Ana Prata, is an Assistant Professor at California State University Northridge and holds a Ph.D. in Sociology from the University of Minnesota. She is the author of "The Portuguese Women's Movement — A Brief Characterization and Demystification” in FINISTERRA- Revista de Reflexão e Crítica (Journal of Reflection and Critique), 2008: 259-264; “Friends in High Places? — The Trajectories of the Spanish and Portuguese Women's Movements” in Michel Dumoulin and Antonio Ventura Díaz Díaz (eds.) Portugal and Spain in Europe in the 20th Century. Yuste: Fundacion Academia Europea de Yuste, 2005. “Women's Political Organizations in the Transition to Democracy: An Assessment of the Italian and Spanish Cases.” Journal of Women's History, 2003, 15(3): 143-148. She conducted fieldwork in Spain and Portugal for her dissertation, “Women's Movements, the State, and the Struggle for Abortion Rights: Comparing Spain and Portugal in Times of Democratic Expansion (1974-1988).” She is a Portuguese National Science Foundation Fellow, a University of Minnesota Graduate Fellow, and a Calouste-Gulbenkian Foundation Fellow. She is currently part of the FEMCIT research group on Gendered Citizenship in Multicultural Europe: the Impact of Contemporary Women's Movements. Her research centers on Political Sociology, Social Movements and Gender.
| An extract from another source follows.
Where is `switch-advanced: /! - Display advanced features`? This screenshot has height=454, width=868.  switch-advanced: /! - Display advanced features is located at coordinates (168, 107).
Rita Stephan, Ph.D., is an Analyst at the United States Census Bureau. Covering a range of issues on gender in the Middle East, her publications include “Arab Women Writing Their
Sexuality.” Hawwa, Journal of Women of the Middle East and the Islamic World. 4:2–3; “The Veil and Sexuality: The Perspective of Arab ChristianWomen” in The Veil: Women Writers on the History, Lore and Politics of the Head Covering, J. Heath, ed., Berkeley: University of California Press, 2008; and “Leadership of Lebanese Women in the Cedar Revolution” in Muslim Women in War and Crisis F. Shirazi, ed., Austin: University of Texas Press, 2010. She was a lecturer of Sociology and Women's Studies at the University of Texas at Austin and a research associate at the Lebanese Emigration Research Center at Notre Dame University in Lebanon. She is the recipient of the P.E.O. Scholar Award, and the American Association of University Women's Dissertation Fellowship. Her areas of research include gender, Arab-Americans, social movements, and peace and conflict.
Roberta Villalón, Ph.D., is an Assistant Professor of Sociology at St. John's University, New York City. She is the author of Violence against Latina Immigrants: Citizenship, Inequality, and Community (New York: New York University Press, 2010) and “Neoliberalism, Corruption and Legacies of Contention: Argentina's Social Movements, 1993–2006,” Latin American Perspectives 2007 (34:2). From social movements in Argentina and Latin America, to Latina battered immigrants in the United States, and human trafficking in the Americas, her interest in the struggle to end extreme inequality links her past, current and future activist research.